In the study, Dhanasekaran and his co-authors employed single-cell RNA sequencing to determine which genes a given cell expresses. The process provided great detail about the behavior of each cell subtype, allowing for the creation of a gene-expression profile of each subtype, which could then be used to determine the type of cell each tumor began as.

"Single-cell RNA sequencing was key to allowing us to monitor gene-expression patterns in each individual cell, revealing the mechanisms at play within the tumor microenvironment that can predict overall survival," said cancer biologist Arul Chinnaiyan, another senior author and a professor of pathology and urology at the University of Michigan.

Using 14 samples from nine patients, the researchers analyzed the gene expression of nearly 30,000, including both benign and tumorous kidney cells. They identified 12 subtypes of healthy kidney cells, some well recognized and others poorly understood, and analyzed the cells and their interactions present in the tumor microenvironment in clear cell renal cell carcinoma, the most common kind of kidney cancer.

The benign and the tumorous cells were compared to identify which subtype each cancer originated from, as well as the differences between the two categories, to determine what gene-expression changes were associated with cancerous growth.

"We can systematically go after these differences and see which are the new targets that can be therapeutically developed," Dhanasekaran said.

The researchers' predictions based on the results were then tested on a large preexisting database of RNA-sequencing data.

One key finding was that clear cell renal cell carcinoma, which makes up about 80% of all renal cell carinoma cases, originated from a poorly understood subtype of kidney cell.
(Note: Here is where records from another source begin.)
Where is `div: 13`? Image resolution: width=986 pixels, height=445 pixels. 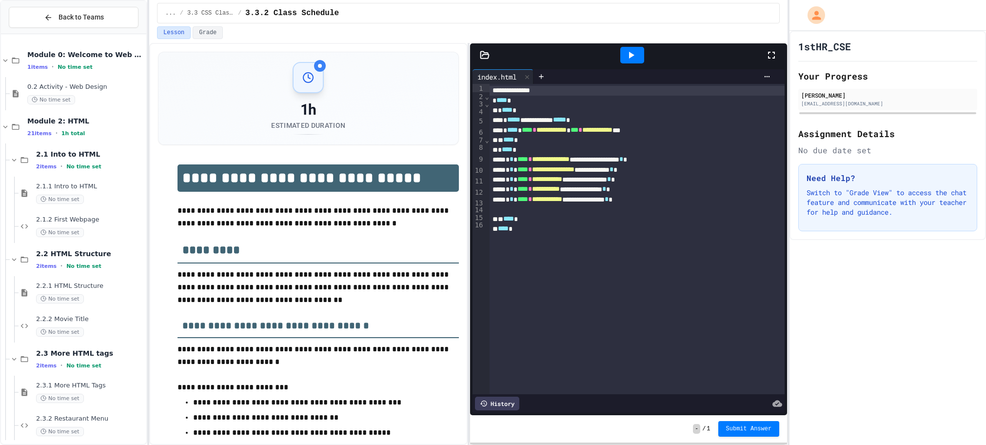
div: 13 is located at coordinates (478, 202).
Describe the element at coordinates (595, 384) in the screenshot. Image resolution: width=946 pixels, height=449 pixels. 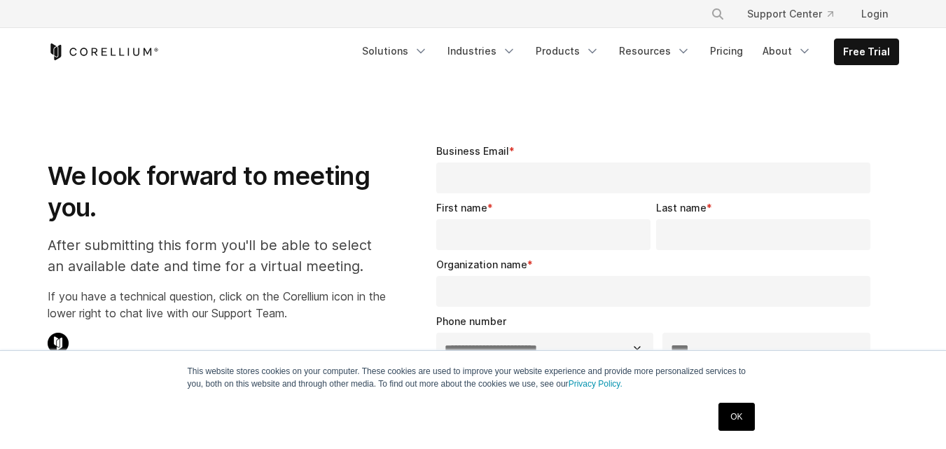
I see `a: Privacy Policy.` at that location.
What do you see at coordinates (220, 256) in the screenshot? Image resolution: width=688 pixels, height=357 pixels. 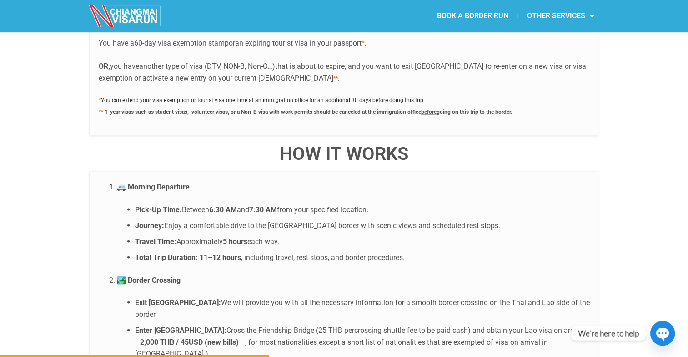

For all seven patients in the study with clear cell renal cell carcinoma, the tumors had begun from rare proximal tubule cells. The cells, named PT-B by the researchers, had their gene expression characterized for the first time.

Treatments were also found to vary in effectiveness, depending on the tumors' contents. Patients with more immune cells in their tumor generally responded better to immunotherapy, while patients with more endothelial cells — which line blood vessels — did better with treatments that inhibited the growth of new blood vessels.
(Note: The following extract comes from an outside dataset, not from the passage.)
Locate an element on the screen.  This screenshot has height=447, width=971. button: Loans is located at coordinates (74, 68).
Dhanasekaran said the findings can improve mouse models for kidney cancer, which would be a "huge advantage" in studying the creation and progression of tumors as well as in testing drug treatments. Understanding how cancer develops from each cell subtype would allow researchers to more accurately recreate specific kinds of kidney cancer in mice, he said, rather than bluntly blocking several tumor-suppressing genes and creating a cancer that may not resemble a "natural" tumor. 

"Having an accurate mouse model that truly reflects the human disease will get us that much closer to matching therapy with a particular cancer type," Dhanasekaran said.

According to Dhanasekaran, the vast amount of data generated by single-cell RNA sequencing will be a continuing resource for future hypotheses and testing for kidney cancer. Other single-cell sequencing methods could also be used to complement the atlas, the pathology researcher said.

"It's a totally exciting stage right now," Dhanasekaran said.

The study, "Single-cell analyses of renal cell cancers reveal insights into tumor microenvironment, cell of origin, and therapy response," published June 7 in PNAS, was authored by Yuping Zhang, Sathiya P. Narayanan, Rahul Mannan, Gregory Raskind, Xiaoming Wang, Pankaj Vats, Fengyun Su, Noshad Hosseini, Xuhong Cao, Chandan Kumar-Sinha, Stephanie J. Ellison, Thomas J. Giordano, Todd M. Morgan, Sethuramasundaram Pitchiaya, Ajjai Alva, Rohit Mehra, Marcin Cieslik, Saravana M. Dhanasekaran, and Arul M. Chinnaiyan, University of Michigan.